Not wanting to discover different views on what UFS is, for the data exchange between #DragonFlyBSD and #FreeBSD I just allocated a piece of disc and wrote it directly to it🤣
tar cvf /dev/da5s4 some-dir
tar xvf /dev/ada5p4 -C dest
Not wanting to discover different views on what UFS is, for the data exchange between #DragonFlyBSD and #FreeBSD I just allocated a piece of disc and wrote it directly to it🤣
tar cvf /dev/da5s4 some-dir
tar xvf /dev/ada5p4 -C dest
#BSDCan 2025 conference videos are posted to Youtube.
If you wanted to learn more about #FreeBSD, #OpenBSD, #NETBSD, #HardenedBSD or #DragonflyBSD this is collection of videos is a good place to browse and sample some of the features as they are explained.

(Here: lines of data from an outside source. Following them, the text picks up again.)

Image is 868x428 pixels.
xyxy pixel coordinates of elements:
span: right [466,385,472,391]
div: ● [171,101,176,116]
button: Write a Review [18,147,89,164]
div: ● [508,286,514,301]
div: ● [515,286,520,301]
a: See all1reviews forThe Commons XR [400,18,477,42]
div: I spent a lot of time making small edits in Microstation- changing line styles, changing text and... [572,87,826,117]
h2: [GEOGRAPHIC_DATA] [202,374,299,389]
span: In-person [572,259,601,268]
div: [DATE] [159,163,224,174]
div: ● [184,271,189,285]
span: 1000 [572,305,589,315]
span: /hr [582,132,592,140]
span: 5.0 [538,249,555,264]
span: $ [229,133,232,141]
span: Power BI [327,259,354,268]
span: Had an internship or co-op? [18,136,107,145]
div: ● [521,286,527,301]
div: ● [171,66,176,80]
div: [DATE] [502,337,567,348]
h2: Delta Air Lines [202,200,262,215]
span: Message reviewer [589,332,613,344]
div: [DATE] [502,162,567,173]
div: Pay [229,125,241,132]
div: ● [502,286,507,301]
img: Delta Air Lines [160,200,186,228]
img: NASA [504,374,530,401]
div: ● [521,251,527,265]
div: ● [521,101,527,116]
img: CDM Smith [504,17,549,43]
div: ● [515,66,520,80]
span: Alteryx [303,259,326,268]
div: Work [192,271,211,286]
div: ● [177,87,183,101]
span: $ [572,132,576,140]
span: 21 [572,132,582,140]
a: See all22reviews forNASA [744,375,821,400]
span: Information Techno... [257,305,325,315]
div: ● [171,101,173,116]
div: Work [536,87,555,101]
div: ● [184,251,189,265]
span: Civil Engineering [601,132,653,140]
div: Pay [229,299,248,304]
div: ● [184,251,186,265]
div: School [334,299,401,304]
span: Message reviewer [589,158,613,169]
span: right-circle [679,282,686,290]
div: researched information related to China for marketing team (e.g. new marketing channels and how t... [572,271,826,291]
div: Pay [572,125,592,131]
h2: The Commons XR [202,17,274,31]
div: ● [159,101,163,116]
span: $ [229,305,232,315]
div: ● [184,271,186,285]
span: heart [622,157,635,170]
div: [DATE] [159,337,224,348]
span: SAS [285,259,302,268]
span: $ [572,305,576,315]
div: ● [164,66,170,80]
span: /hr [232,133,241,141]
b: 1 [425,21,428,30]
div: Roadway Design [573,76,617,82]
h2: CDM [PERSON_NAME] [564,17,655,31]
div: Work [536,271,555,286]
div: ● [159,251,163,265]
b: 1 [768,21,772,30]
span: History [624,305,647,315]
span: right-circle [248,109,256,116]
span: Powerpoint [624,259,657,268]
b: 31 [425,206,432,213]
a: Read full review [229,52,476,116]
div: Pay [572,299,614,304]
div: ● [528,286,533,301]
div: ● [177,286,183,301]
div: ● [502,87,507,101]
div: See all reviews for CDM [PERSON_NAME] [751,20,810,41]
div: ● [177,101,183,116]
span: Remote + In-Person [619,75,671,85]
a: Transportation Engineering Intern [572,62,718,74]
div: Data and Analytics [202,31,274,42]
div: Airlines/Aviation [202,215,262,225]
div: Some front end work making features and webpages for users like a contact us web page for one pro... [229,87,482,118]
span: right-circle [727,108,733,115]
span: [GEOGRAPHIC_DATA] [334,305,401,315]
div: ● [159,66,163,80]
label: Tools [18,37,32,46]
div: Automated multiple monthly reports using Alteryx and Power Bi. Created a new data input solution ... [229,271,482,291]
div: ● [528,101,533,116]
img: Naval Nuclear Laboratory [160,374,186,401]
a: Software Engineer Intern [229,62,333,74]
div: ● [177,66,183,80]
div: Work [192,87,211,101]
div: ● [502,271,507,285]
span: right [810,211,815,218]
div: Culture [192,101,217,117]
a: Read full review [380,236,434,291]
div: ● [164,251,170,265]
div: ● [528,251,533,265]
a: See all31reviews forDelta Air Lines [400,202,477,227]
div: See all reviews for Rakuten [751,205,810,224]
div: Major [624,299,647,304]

https://youtube.com/playlist?list=PLeF8ZihVdpFe4u2cwVY8GgxjoFICIYyfY&feature=shared
@dch
let's see. I have no desire to reboot from #DragonFlyBSD now - I've been struggling with Free all day and now I'm going to watch a film:).
But I can give you hardware information if that's what you mean. If you need the result of #FreeBSD specific commands, then post which ones and I'll do it tomorrow.😉
FWIW, I heard #netbsd and #openbsd both works great on the T480. I would expect #freebsd and #dragonflyBSD would too.
Also let us know the choice and how it went :)
📦 Source code sandboxing
ï½¢ Sandboxing is when a developer limits available system resources to a program from within its own source code. A classic example is calling chroot(2) to change the root file-system to an empty directory so that the program cannot scribble into the root file-system ï½£
M.2 USB SSD wakes up using #ZFS and #FreeBSD. I'll leave that question for later (although I have SATA mechanical drives and it would be annoying to see wake-up failures).
I need the Linux command line to create #apicula bases. Qemu works here, which is welcome. But 10 times slower than under #DragonFlyBSD - accel=nvmm accelerator is used there. I wonder what kind of accelerators there are under #FreeBSD?🤔
No, the BSD variants inside are quite different, it's not one kernel with different userspace and a couple of patches:) And the driver set is also different - #NetBSD doesn't want to use the #OrangePi Zero network card, #FreeBSD has no problems with it.
#DragonFlyBSD doesn't know how to use ZFS, so it's not clear which sw component won't wake up the hard drive.
First lessons from experiments with #ZFS - I connected an external 750G HDD with usb interface to play. Creating pool and so on... everything was great until I got distracted and HDD's motor stopped.
Under #DragonFlyBSD it was enough to give ls a mounted directory and the motor would spin up, but that was not the case with #FreeBSD - the hdd didn't wake up.
tomorrow I'll check with UFS, maybe it's FS.
#DragonFlyBSD Updates Its Graphics Drivers With New GPU Support But Still Years Behind • Phoronix
ï½¢ Yesterday's push to the DragonFlyBSD Git tree syncs the DRM driver code against what's found in Linux 4.20.17. Yes, the 4.20 series that debuted at the end of 2018 compared to Linux 6.16 being the very latest upstream. It's also far behind FreeBSD currently using around Linux 6.7 kernel graphics driver code ï½£
https://www.phoronix.com/news/DragonFlyBSD-DRM-Linux-4.20.17
You're welcome. I cottoned on when there was a very brief flicker of a character at one point, and went looking.
#TianoCore doing that self-recursion for backspace and #NetBSD calling OutputString twice makes enough of a window that the character not being erased yet, can synchronize with the display refresh on rare occasion.
So I expect that some sort of putchar_twiddle() that calls OutputString then SetCursorPosition would likely also cut down twiddling overhead.